It is hard having a child who will never have the life experiences you have had; who will never be the child you dreamt of; who will not allow you to be the mother or father you always saw yourself becoming.
How is it bearable? Many people cope by focussing on the positives; on what they can do for the child; on fighting for their child and others like them. Some just manage to keep their heads above water by separating themselves, in mind or body, from their child – and perhaps, their partner, their family, even from themselves in some way. Focussing on the positives leaves a question of what happens to the negatives? Can they just be ignored? I don’t think so.
People need to grieve for the life they expected and didn’t get; for the relationship with their children they expected and didn’t get; for the relationship with their partner, their parents, people in the street, the world, which they assumed would just happen, and might have happened, if their child had been born differently. It is not enough to sort out the practicalities; who looks after the baby, how to get time off, where the money is coming from, what will happen when I am too old to look after my problem child. What is needed is to weep; to weep for a life which is now quite unlike the one you were brought up with; quite unlike the one you hoped for, quite unlike your secret dream.
And this weeping needs sometimes to be alone. Sometimes you may need to crawl into a quiet corner and bawl with nobody listening. But sometimes it needs to be with someone else. Partners need to weep together; to talk about the hopes they had which have now been dashed; to talk about the terrible attack on their self-esteem, on their beliefs about themselves, on the self they had built up in the years before the child was born. They need to understand the specific disappointments, the image of family life each had been hoping to live up to and now cannot, however hard they try. They need to know what are the particular losses the other feels.

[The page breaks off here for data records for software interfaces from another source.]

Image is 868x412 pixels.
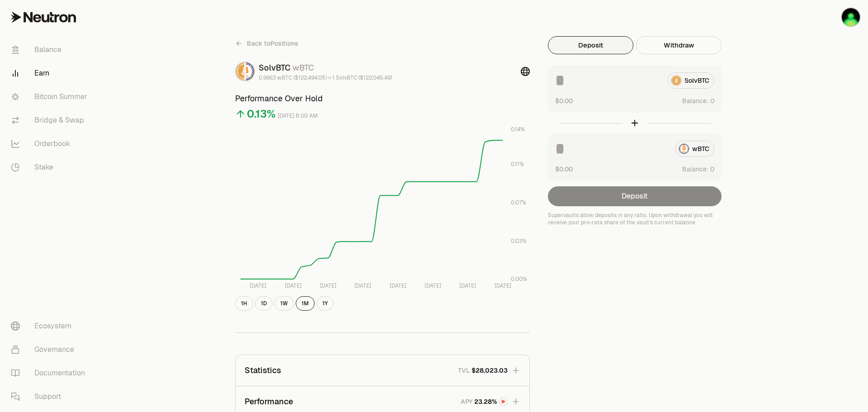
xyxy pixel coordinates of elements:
[511,237,527,245] tspan: 0.03%
[235,36,298,50] a: Back toPositions
[247,39,298,48] span: Back to Positions
[235,296,253,310] button: 1H
[4,38,98,61] a: Balance
[317,296,334,310] button: 1Y
[355,282,371,290] tspan: [DATE]
[4,338,98,361] a: Governance
[425,282,441,290] tspan: [DATE]
[235,355,529,386] button: StatisticsTVL$28,023.03
[548,211,721,226] p: Supervaults allow deposits in any ratio. Upon withdrawal you will receive your pro-rata share of ...
[284,282,302,290] tspan: [DATE]
[259,61,392,74] div: SolvBTC
[4,132,98,155] a: Orderbook
[555,96,573,105] button: $0.00
[499,397,507,406] img: NTRN
[548,36,633,54] button: Deposit
[474,397,508,406] button: NTRN
[555,164,573,174] button: $0.00
[320,282,336,290] tspan: [DATE]
[274,296,294,310] button: 1W
[296,296,315,310] button: 1M
[247,107,276,121] div: 0.13%
[4,155,98,179] a: Stake
[249,282,266,290] tspan: [DATE]
[636,36,721,54] button: Withdraw
[495,282,511,290] tspan: [DATE]
[4,314,98,338] a: Ecosystem
[511,199,526,206] tspan: 0.07%
[459,282,476,290] tspan: [DATE]
[511,126,525,133] tspan: 0.14%
[682,97,708,105] span: Balance:
[458,366,469,375] p: TVL
[682,165,708,174] span: Balance:
[511,160,524,168] tspan: 0.11%
[235,92,530,105] h3: Performance Over Hold
[842,8,860,26] img: Ledger
[471,366,508,375] span: $28,023.03
[245,395,293,408] p: Performance
[246,62,254,81] img: wBTC Logo
[293,62,314,73] span: wBTC
[245,364,281,377] p: Statistics
[390,282,406,290] tspan: [DATE]
[4,385,98,408] a: Support
[255,296,273,310] button: 1D
[278,111,318,121] div: [DATE] 8:00 AM
[511,275,527,283] tspan: 0.00%
[4,61,98,85] a: Earn
[4,109,98,132] a: Bridge & Swap
[460,397,472,406] p: APY
[259,74,392,81] div: 0.9963 wBTC ($122,494.05) = 1 SolvBTC ($122,045.49)
[4,361,98,385] a: Documentation
[236,62,244,81] img: SolvBTC Logo
[4,85,98,109] a: Bitcoin Summer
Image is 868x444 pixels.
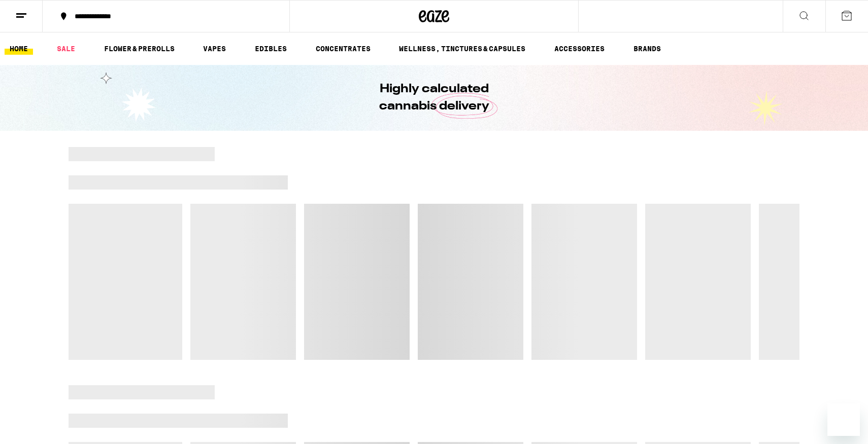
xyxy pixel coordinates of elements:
a: SALE [52,43,80,55]
a: BRANDS [628,43,666,55]
iframe: Button to launch messaging window [827,403,860,436]
a: ACCESSORIES [549,43,610,55]
a: HOME [5,43,33,55]
a: FLOWER & PREROLLS [99,43,180,55]
a: EDIBLES [250,43,292,55]
a: CONCENTRATES [310,43,375,55]
a: WELLNESS, TINCTURES & CAPSULES [394,43,530,55]
a: VAPES [198,43,231,55]
h1: Highly calculated cannabis delivery [350,80,518,115]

Sometimes, too, this weeping, grieving, spelling out the losses and how they make you feel needs to be with an outsider; someone who is not themselves directly affected, who is not related to the child, who will not, perhaps, be around in twenty years to remind you of how you felt in this time. Someone who doesn’t mind if you are upset, if you want to cry. Someone who can bear your pain, your self-blame, your blame of your partner, your parents, the doctors – without adding to it or minimising it or getting impatient with it. Someone who can allow you to know how you feel without you being so frightened, so horrified at yourself, so ashamed, that you have to immediately take it back – ‘I don’t really think that!’ Someone who knows without being told that ‘you don’t only think that’; that your fantasies are fantasies but your grief and your pain is real.

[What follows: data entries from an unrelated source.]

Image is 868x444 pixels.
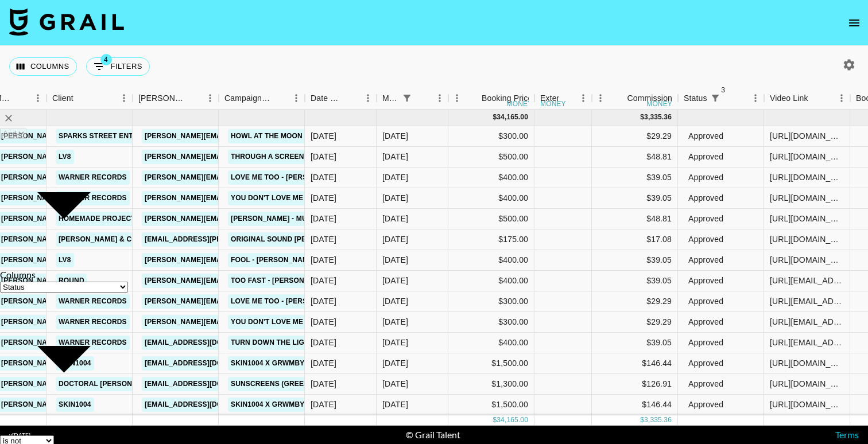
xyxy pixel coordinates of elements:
[382,213,408,224] div: Aug '25
[100,54,112,65] span: 4
[747,89,764,107] button: Menu
[640,416,644,425] div: $
[683,131,728,141] span: approved
[310,130,336,142] div: 8/15/2025
[310,296,336,307] div: 8/7/2025
[770,399,844,411] div: https://www.tiktok.com/@grwmbysaraa/video/7535612075205217566
[448,147,535,168] div: $500.00
[431,89,448,107] button: Menu
[228,212,376,226] a: [PERSON_NAME] - MUSIC FOR THE SOUL
[683,173,728,182] span: approved
[9,8,124,36] img: Grail Talent
[835,429,859,440] a: Terms
[382,337,408,348] div: Aug '25
[770,130,844,142] div: https://www.tiktok.com/@7.3queen/video/7540404050718739767
[310,316,336,328] div: 8/7/2025
[228,171,418,185] a: Love Me Too - [PERSON_NAME] Fremont & CCREV
[382,172,408,183] div: Aug '25
[592,250,678,271] div: $39.05
[305,87,377,110] div: Date Created
[683,400,728,409] span: approved
[707,90,723,106] div: 3 active filters
[228,336,321,350] a: Turn Down The Lights
[592,271,678,292] div: $39.05
[228,356,355,371] a: SKIN1004 x grwmbysaraa 4 of 5
[574,89,592,107] button: Menu
[142,129,329,144] a: [PERSON_NAME][EMAIL_ADDRESS][DOMAIN_NAME]
[228,129,434,144] a: Howl At The Moon [PERSON_NAME] & [PERSON_NAME]
[493,112,497,122] div: $
[482,87,532,110] div: Booking Price
[52,87,73,110] div: Client
[310,213,336,224] div: 8/5/2025
[310,192,336,204] div: 8/7/2025
[497,112,528,122] div: 34,165.00
[592,353,678,374] div: $146.44
[382,254,408,266] div: Aug '25
[770,234,844,245] div: https://www.tiktok.com/@camillehoffmann05/video/7538267547200752926
[770,275,844,287] div: https://www.tiktok.com/@cole.barkley22/video/7534794235640319263?is_from_webapp=1&sender_device=p...
[142,171,388,185] a: [PERSON_NAME][EMAIL_ADDRESS][PERSON_NAME][DOMAIN_NAME]
[228,377,420,392] a: Sunscreens (Green Tea Fresh + Aqua Glowing)
[310,151,336,163] div: 8/11/2025
[142,150,329,164] a: [PERSON_NAME][EMAIL_ADDRESS][DOMAIN_NAME]
[448,395,535,416] div: $1,500.00
[723,90,739,106] button: Sort
[142,377,270,392] a: [EMAIL_ADDRESS][DOMAIN_NAME]
[644,112,671,122] div: 3,335.36
[142,398,270,412] a: [EMAIL_ADDRESS][DOMAIN_NAME]
[770,358,844,369] div: https://www.tiktok.com/@grwmbysaraa/video/7540407815215615263?is_from_webapp=1&sender_device=pc&w...
[770,87,808,110] div: Video Link
[142,212,329,226] a: [PERSON_NAME][EMAIL_ADDRESS][DOMAIN_NAME]
[9,58,77,76] button: Select columns
[558,90,574,106] button: Sort
[310,234,336,245] div: 8/13/2025
[228,398,355,412] a: SKIN1004 x grwmbysaraa 3 of 5
[683,87,707,110] div: Status
[382,234,408,245] div: Aug '25
[47,87,133,110] div: Client
[13,90,29,106] button: Sort
[377,87,448,110] div: Month Due
[683,255,728,265] span: approved
[647,100,672,107] div: money
[343,90,359,106] button: Sort
[678,87,764,110] div: Status
[592,229,678,250] div: $17.08
[683,235,728,244] span: approved
[770,192,844,204] div: https://www.tiktok.com/@cadenmcguire/video/7540363030861843726?is_from_webapp=1&sender_device=pc&...
[644,416,671,425] div: 3,335.36
[142,232,329,247] a: [EMAIL_ADDRESS][PERSON_NAME][DOMAIN_NAME]
[448,229,535,250] div: $175.00
[382,151,408,163] div: Aug '25
[770,316,844,328] div: https://www.tiktok.com/@cole.barkley22/video/7540035263133699358?is_from_webapp=1&sender_device=p...
[382,378,408,390] div: Aug '25
[310,275,336,287] div: 8/5/2025
[399,90,415,106] button: Show filters
[142,356,270,371] a: [EMAIL_ADDRESS][DOMAIN_NAME]
[133,87,219,110] div: Booker
[399,90,415,106] div: 1 active filter
[592,312,678,333] div: $29.29
[201,89,219,107] button: Menu
[228,232,356,247] a: original sound [PERSON_NAME]
[592,126,678,147] div: $29.29
[310,378,336,390] div: 7/10/2025
[833,89,850,107] button: Menu
[142,191,388,205] a: [PERSON_NAME][EMAIL_ADDRESS][PERSON_NAME][DOMAIN_NAME]
[448,188,535,209] div: $400.00
[683,297,728,306] span: approved
[224,87,272,110] div: Campaign (Type)
[228,253,379,268] a: Fool - [PERSON_NAME] [PERSON_NAME]
[382,316,408,328] div: Aug '25
[770,296,844,307] div: https://www.tiktok.com/@cole.barkley22/video/7540360631296331039?is_from_webapp=1&sender_device=p...
[29,89,47,107] button: Menu
[770,378,844,390] div: https://www.tiktok.com/@grwmbysaraa/video/7535212282440158494?is_from_webapp=1&sender_device=pc&w...
[770,254,844,266] div: https://www.tiktok.com/@codyoaks1/photo/7534777911442722079
[770,172,844,183] div: https://www.tiktok.com/@cadenmcguire/video/7537068527669333303?is_from_webapp=1&sender_device=pc&...
[448,89,465,107] button: Menu
[683,338,728,347] span: approved
[770,337,844,348] div: https://www.tiktok.com/@cole.barkley22/photo/7534835287491464478?is_from_webapp=1&sender_device=p...
[310,358,336,369] div: 7/10/2025
[465,90,482,106] button: Sort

There is a point to grief. What it does is to sort out your expectations. You need to know what you expected to happen, how you expected life to be, and how to face, accept, work through, the reality that it is not like that, before you can work out new expectations and be comfortable with them. Without grief work your mind is always comparing your present reality with your previous assumptions, based on reality as it was. Your mind is constantly saying NO! to the present, constantly jolted by the differences, constantly having to deal with the pain of what is not there.
Once you have understood and sorted out the feelings which are attached to the realities of your current life, then you can sort out the practicalities. Fighting over practicalities, over who does what, is most likely to be a proxy for fighting over the conflicting and agonising emotions which feel unspeakable, unrecognisable by yourself, let alone by your partner or your mother. Saying no! to anything such as sex, food, love, change, or even to ‘keeping things as they are’, may be fuelled by a need to say NO! to your feelings about your child, about yourself as a parent who has given birth to a child with your child’s problems. While it is hidden, this NO! can undermine your ‘yeses’, making them feel unreal, false, superficial. If it can be brought into the open it can then be faced with the reality that you also want to (and can) say YES! to living with all your children and your partner. It may not go away, but it will take a different place in your world; it will move to one side, leaving space to live, to grow and to love.
This is what my work as a counsellor has shown me.